Full Moon in Scorpio – May 2, 2007, 10:09 UT

AT THE MOMENT of any Full Moon, the Sun and the Moon, a pair of masculine and feminine, or yang and yin symbols in the chart, are opposite each other, face to face. On this Full Moon they are in signs which are ruled by another pair of masculine and feminine symbols, Mars and Venus, our inner polar opposites. The Sun in Taurus is ruled by Venus, and the Moon in Scorpio is ruled by Mars, the traditional ruler of Scorpio.

The Sun is conjunct two planets: Mercury, the androgynous messenger god, and centaur planet Thereus. In mythology Thereus was a centaur who used to catch bears and carry them into the home cave angry and alive. Another centaur planet, Nessus, forms a T-square with the Sun-Moon opposition. The Sun septiles Mars.

Mercury in Taurus and Venus in Gemini are in mutual reception. When two planets are occupying one another’s signs, the situation is called mutual reception and the planets in question can switch places.

Two main belt asteroids representing the same mythological figure, the same energy, Bacchus and Dionysus, are in tight conjunction with Venus and Mars, respectively. Venus and Mars are in square aspect to each other. A square is a tense aspect showing frustration and demanding action.

In Greek mythology, Dionysus was the god of wine, fertility and ecstasy, equivalent to the Roman Bacchus. He was androgynous, usually depicted as a young, attractive and feminine man, wearing a crown made of vine leaves and grapes and holding a staff. He was also known as the Liberator. He traveled from land to land, taught people the art of making wine and spread drunken ecstasy everywhere he went. He was followed by singing, noisy, unruly revellers, many of them women. Festivals held in his honor were called Bacchanalia.

Wildness, divine inspiration, excess, peak experiences, pushing things past the limits, altered states, intoxication, alcohol, drugs, escapism and victimization are all attributes that can be associated with Bacchus/Dionysus. The archetype has lot in common with Neptune.

Venus and Bacchus are opposing Jupiter and Pluto, and trining Neptune. Venus-Bacchus conjunction in Gemini, Mars-Dionysus conjunction in Pisces, and Jupiter in Sagittarius form a T-square. Mars and Uranus are in parallel conjunction. Saturn is opposite Chiron and Neptune. Retrograding Vesta at the Great Attractor squares the lunar nodes.

Centaur planet Pholus in Sagittarius and cubewano Chaos in Gemini form a long ongoing opposition between the years 2007 and 2012. A T-square formed by asteroid Psyche, Pholus and Chaos has been active already several weeks now and is still valid.

There is a connection between Pholus and Dionysus in mythology. Pholus was the son of Silenus, who was a drinker and Dionysus’s tutor. Pholus had in his possession a jar of wine, which was a gift from Dionysus and common property of all the centaurs. Hercules visited his friend Pholus and asked for wine. Pholus, who was supposed to guard the wine, opened the jar, and other centaurs in the neighborhood became intoxicated with the smell. The result was a huge riot and chaos, and many of the centaurs were wounded (including Chiron) or lost their lives.

Melanie Reinhart mentions in Saturn, Chiron and the Centaurs: To the Edge and Beyond that apparently, when centaur planet Pholus was first discovered, it was almost called “Chaos” by the International Astronomical Union. (Pholus was discovered in 1992 and Chaos in 1998.) She writes: “So the Saturn-Neptune dilemma is characteristic of the energy of Pholus: the conflict between order and chaos, between duty and release, between control and ecstasy.”

There is a lot of Neptunian haze floating around in the chart. Asteroid Achilles is in exact conjunction to the minute with Neptune himself.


Search the records for the string "true" and copy every line in which it appears.

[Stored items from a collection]
******************************
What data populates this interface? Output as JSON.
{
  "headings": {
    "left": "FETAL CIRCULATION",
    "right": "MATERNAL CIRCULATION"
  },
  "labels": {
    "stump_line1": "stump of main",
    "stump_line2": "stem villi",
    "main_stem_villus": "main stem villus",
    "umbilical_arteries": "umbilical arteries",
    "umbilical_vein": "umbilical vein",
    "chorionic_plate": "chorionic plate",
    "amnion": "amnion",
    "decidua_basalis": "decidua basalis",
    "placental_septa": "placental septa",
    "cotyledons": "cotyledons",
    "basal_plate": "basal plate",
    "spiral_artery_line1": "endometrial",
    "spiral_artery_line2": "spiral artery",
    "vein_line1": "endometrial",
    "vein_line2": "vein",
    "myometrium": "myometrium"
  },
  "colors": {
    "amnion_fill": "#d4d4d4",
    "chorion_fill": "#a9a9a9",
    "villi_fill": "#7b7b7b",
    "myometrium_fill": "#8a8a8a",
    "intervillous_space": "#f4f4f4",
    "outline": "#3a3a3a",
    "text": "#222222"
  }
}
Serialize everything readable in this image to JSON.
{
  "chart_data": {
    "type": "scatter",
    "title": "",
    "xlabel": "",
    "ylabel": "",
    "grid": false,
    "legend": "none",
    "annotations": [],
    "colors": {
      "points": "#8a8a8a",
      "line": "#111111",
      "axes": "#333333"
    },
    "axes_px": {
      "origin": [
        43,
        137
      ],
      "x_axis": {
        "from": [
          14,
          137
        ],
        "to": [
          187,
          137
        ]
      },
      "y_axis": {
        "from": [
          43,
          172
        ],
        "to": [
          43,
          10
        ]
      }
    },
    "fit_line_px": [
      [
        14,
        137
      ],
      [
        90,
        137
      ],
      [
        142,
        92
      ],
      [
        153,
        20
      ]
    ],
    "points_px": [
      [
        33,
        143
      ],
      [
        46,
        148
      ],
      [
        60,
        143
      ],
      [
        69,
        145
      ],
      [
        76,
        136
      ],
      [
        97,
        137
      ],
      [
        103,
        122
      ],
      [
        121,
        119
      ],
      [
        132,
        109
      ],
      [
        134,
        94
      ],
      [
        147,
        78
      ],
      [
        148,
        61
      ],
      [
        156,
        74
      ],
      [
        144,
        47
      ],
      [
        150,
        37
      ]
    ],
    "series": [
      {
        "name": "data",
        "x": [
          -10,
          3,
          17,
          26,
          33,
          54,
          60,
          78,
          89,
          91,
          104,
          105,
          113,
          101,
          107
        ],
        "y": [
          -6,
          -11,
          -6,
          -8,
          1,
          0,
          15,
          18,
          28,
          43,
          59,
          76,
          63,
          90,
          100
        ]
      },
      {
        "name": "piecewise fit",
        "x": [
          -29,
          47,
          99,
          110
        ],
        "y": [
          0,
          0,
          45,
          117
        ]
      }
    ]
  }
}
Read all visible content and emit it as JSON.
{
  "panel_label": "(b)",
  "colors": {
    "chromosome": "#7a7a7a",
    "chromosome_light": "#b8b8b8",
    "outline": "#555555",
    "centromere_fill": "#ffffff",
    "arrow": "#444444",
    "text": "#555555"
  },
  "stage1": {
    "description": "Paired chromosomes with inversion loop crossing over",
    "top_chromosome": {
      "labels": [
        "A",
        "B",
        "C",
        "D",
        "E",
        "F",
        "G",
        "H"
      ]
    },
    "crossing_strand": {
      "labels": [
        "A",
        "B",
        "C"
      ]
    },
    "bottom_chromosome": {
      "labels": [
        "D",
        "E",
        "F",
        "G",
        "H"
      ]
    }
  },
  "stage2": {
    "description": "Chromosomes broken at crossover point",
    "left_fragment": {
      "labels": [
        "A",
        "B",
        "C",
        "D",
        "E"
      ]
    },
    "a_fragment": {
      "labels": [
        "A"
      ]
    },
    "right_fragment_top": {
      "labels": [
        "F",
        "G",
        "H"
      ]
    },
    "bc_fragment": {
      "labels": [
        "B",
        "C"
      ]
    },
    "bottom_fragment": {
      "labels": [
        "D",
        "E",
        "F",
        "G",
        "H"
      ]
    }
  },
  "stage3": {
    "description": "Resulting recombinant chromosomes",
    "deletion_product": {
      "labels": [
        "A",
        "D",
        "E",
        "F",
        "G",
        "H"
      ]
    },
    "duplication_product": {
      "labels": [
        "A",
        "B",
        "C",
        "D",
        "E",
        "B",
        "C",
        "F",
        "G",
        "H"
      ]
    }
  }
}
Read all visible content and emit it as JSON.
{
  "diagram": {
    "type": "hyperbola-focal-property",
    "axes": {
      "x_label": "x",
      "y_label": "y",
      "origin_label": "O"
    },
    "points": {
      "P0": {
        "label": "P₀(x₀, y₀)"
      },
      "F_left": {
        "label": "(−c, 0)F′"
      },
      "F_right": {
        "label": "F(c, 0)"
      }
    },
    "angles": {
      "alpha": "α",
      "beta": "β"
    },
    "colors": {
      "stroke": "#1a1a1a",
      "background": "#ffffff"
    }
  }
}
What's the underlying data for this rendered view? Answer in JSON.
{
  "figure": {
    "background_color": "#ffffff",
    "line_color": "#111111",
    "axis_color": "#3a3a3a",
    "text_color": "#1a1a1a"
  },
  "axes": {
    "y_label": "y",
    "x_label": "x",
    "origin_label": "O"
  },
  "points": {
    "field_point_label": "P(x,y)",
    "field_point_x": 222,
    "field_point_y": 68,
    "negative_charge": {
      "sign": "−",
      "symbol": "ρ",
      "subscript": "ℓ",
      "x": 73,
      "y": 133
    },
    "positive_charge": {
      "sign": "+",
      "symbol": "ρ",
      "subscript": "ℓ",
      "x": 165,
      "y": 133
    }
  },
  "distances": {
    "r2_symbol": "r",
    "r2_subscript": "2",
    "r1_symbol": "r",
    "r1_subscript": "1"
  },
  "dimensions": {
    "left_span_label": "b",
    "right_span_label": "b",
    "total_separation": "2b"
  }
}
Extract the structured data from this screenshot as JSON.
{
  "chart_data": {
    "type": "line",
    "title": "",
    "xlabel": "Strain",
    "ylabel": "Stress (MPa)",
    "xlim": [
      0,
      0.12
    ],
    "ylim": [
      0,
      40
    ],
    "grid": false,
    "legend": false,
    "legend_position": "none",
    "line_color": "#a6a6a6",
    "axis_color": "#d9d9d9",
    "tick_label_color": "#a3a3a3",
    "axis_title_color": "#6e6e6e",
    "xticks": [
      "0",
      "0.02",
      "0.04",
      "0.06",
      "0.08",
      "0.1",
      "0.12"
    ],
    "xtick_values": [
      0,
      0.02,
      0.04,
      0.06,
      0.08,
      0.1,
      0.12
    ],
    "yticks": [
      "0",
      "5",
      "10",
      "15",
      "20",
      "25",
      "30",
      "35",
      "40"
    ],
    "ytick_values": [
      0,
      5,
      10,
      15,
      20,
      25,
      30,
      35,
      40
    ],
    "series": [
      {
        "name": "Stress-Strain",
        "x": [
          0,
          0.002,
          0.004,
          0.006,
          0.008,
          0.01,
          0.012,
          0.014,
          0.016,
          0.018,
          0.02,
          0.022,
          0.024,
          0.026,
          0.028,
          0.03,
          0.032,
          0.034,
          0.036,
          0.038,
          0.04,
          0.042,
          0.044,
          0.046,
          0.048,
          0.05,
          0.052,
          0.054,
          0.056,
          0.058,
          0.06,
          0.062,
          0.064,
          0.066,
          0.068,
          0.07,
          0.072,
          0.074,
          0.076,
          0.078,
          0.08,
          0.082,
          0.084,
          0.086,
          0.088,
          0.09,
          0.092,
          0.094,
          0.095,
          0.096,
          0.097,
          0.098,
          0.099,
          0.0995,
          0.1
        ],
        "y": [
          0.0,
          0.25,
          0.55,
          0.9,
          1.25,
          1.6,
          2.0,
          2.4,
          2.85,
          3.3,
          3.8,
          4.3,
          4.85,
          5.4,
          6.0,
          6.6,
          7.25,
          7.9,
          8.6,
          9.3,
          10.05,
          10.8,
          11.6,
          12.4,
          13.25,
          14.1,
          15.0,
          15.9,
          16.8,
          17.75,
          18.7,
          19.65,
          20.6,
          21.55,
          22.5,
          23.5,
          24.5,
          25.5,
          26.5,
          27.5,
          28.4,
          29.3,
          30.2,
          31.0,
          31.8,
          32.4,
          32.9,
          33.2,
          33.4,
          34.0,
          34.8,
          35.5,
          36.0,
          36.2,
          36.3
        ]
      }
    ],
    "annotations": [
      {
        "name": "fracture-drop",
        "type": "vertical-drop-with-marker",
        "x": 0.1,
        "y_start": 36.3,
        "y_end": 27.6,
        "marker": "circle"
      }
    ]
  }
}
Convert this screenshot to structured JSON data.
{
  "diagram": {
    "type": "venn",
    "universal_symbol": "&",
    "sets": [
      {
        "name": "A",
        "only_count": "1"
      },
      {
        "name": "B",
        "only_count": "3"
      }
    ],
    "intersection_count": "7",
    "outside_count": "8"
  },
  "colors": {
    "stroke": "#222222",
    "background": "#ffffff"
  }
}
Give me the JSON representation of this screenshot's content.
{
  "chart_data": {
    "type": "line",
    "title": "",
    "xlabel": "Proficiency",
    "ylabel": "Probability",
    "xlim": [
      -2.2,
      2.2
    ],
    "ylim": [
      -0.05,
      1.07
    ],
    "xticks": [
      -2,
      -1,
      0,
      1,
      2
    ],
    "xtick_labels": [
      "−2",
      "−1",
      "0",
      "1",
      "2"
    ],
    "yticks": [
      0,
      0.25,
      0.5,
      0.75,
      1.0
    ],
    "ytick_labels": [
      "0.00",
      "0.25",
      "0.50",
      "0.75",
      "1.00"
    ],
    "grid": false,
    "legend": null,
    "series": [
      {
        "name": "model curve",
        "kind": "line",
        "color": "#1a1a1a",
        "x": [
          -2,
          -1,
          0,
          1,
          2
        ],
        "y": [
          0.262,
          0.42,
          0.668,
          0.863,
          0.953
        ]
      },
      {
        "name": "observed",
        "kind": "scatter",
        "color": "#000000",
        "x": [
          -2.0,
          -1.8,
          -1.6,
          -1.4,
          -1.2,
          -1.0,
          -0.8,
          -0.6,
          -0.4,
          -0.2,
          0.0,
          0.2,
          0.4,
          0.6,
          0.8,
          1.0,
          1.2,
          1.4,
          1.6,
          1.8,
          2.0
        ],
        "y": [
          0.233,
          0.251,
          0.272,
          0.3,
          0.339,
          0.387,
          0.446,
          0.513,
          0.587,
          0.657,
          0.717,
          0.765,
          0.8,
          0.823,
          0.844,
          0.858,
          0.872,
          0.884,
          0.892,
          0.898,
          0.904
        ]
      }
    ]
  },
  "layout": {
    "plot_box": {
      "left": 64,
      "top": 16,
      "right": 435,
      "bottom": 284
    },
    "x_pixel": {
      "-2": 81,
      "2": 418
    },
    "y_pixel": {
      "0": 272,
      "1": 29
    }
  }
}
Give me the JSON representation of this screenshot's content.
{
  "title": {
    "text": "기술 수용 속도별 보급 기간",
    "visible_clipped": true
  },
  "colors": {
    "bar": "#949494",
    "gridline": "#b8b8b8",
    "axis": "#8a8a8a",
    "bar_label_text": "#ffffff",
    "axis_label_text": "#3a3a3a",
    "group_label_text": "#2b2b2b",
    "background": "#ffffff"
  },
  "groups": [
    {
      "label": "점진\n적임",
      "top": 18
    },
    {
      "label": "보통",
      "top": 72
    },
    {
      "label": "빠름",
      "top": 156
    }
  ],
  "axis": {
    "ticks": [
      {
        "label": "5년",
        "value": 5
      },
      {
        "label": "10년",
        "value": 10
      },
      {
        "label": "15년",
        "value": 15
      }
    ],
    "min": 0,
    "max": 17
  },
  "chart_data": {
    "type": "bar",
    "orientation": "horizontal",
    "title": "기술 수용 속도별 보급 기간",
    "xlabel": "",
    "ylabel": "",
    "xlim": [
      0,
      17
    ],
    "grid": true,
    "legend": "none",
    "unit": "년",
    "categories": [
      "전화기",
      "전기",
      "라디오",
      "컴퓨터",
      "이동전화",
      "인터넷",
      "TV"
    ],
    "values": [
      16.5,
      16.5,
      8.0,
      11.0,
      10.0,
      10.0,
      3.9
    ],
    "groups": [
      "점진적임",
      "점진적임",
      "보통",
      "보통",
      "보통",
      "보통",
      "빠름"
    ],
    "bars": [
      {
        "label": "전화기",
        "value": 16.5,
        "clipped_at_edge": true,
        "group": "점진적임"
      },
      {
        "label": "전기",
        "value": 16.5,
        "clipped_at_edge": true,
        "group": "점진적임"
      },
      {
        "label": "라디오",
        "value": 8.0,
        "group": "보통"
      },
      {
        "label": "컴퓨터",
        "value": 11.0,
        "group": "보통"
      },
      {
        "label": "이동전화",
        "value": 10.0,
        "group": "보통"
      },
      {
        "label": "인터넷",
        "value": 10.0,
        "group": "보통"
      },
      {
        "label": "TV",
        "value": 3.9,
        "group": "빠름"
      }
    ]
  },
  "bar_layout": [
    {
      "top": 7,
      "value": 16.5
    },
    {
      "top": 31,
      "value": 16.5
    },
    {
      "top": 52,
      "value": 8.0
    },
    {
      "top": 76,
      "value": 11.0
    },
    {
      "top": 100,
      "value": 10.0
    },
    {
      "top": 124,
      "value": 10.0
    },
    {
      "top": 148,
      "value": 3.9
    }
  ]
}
******************************
Answer to this exercise
    "visible_clipped": true
    "grid": true,
        "clipped_at_edge": true,
        "clipped_at_edge": true,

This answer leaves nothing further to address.